Photos: Etienne Nsom

NATURE AT THE CROSSROADS OF TRADITION

In a city like Yaoundé, where urbanism easily commingles with greenery, one of the many routes taken by contemporary artists is that of ecology, a contemplation of nature. Jean Michel Dissake Dissake, a practitioner who is a firm believer in “picto-sculpture” (a marriage of painting and sculpture), is a “miracle“ worker. “I resuscitate dead material,” he says. He makes use of recycled objects, like a mortar picked out of the river that runs through the city, a giant root pulled up by workers on a building site, or a fire-blackened pot recovered from a woman selling beignets. In his workshop, the Studio Moudiki, which is located in a popular neighborhood of Yaoundé, he is studying a new creation. Dissake is known for his masterful work with lianas. He twists them and they yield under the pressure of force, science, and patience to create impressive forms. His work L’appel de la liane (The Call of
the Liana), presented at the Jeux de la Francophonie 2017, is a model of Dissake’s relationship with this class of plant, which, in the forest, joins the large trees with the small. “The liana is the nervous system, the heart, the element that connects me to the other, to my cultural identity, my past.” The artist’s initiation in the forest reinforces his relationship with Mother Nature. She is an omnipresent feature of his exhibitions, for example in Palabres écologiques, Link, etc. With the liana, he brings together elements like metal and wood. Circuit boards taken from an old television or a computer are also encrusted in wood fibers. The whole thing is given a sense of unity by the layer of paint. “You can’t speak of contemporaneity without knowing where you come from. That’s why I try to generate a dialogue between nature and technology.”

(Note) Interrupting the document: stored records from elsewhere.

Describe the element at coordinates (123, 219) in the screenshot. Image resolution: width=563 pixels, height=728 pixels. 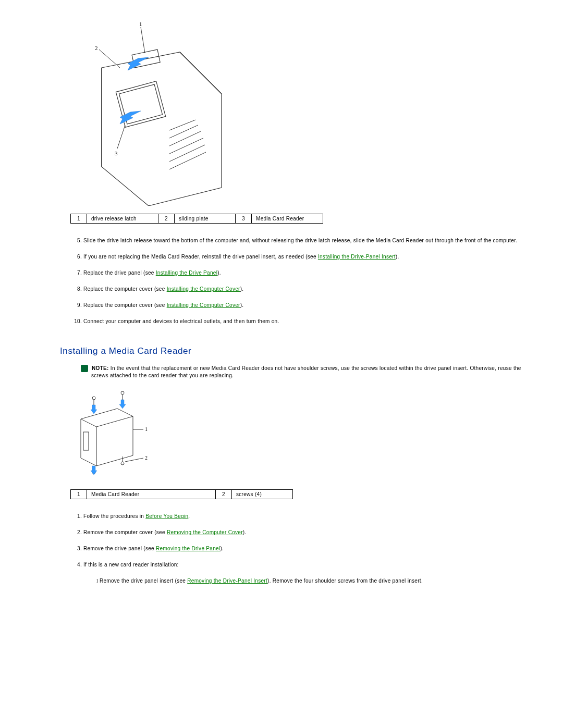
I see `cell-label: drive release latch` at that location. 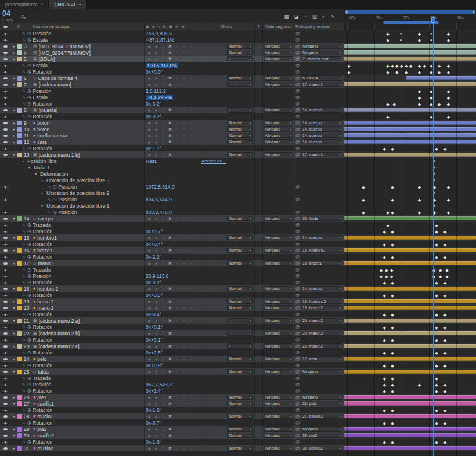 I want to click on layer-name: [cadena mano 2 b], so click(x=59, y=334).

The facial features of her model (Carmel Neba), highlighted by the brush of Ange Kayifa. Photo: Etienne Nsom

THE BODY, AN ART OBJECT

For her part, Ange Kayifa explores another aspect of the dialogue. In her own distinctive way, Kayifa transforms scarification into body art, “by adding the beautiful,” she explains. The visual artist uses her body as a canvas. In combining the traditional with the contemporary, she makes a return to her origins: “Scarification in certain Cameroonian tribes was a sign of belonging, of having roots.” When she started out, the young artist wanted to work in the world of fashion. To feed her inspiration, she went to theater or music shows and soaked up the advice of artists with an established reputation like Barthélémy Toguo, Joël Mpah Dooh, and Christian Etongo. Kayifa reveals the curves of the body and its tiniest mysteries with gouache, pigment, charcoal, and red earth. The face is full of lines and hollows that her brush loves to follow. “Generally speaking, I improvise within the framework of performances or installations,” she says.

The woman has pride of place in Kafiya’s eyes. “Fat, thin, albino, black, white: All women are potential models for me.” She is also a keen advocate of self-love after childbirth. “I find stretch marks very beautiful,” she says. She must, however, confront the thorny issue of nudity in body art. “The nude has a very bad image in Yaoundé and elsewhere. I try to approach it in a way that is less shocking. I want to take people back to history, to remind them that the torso, the breasts were always exposed in the time of our ancestors.” The visual arts in Yaoundé embrace free thinking, in a constant push toward exploration, expression, and creative freedom.

 

Monica Nkodo is a journalist living and working in Cameroon.

Translated from French by Simon Cowper.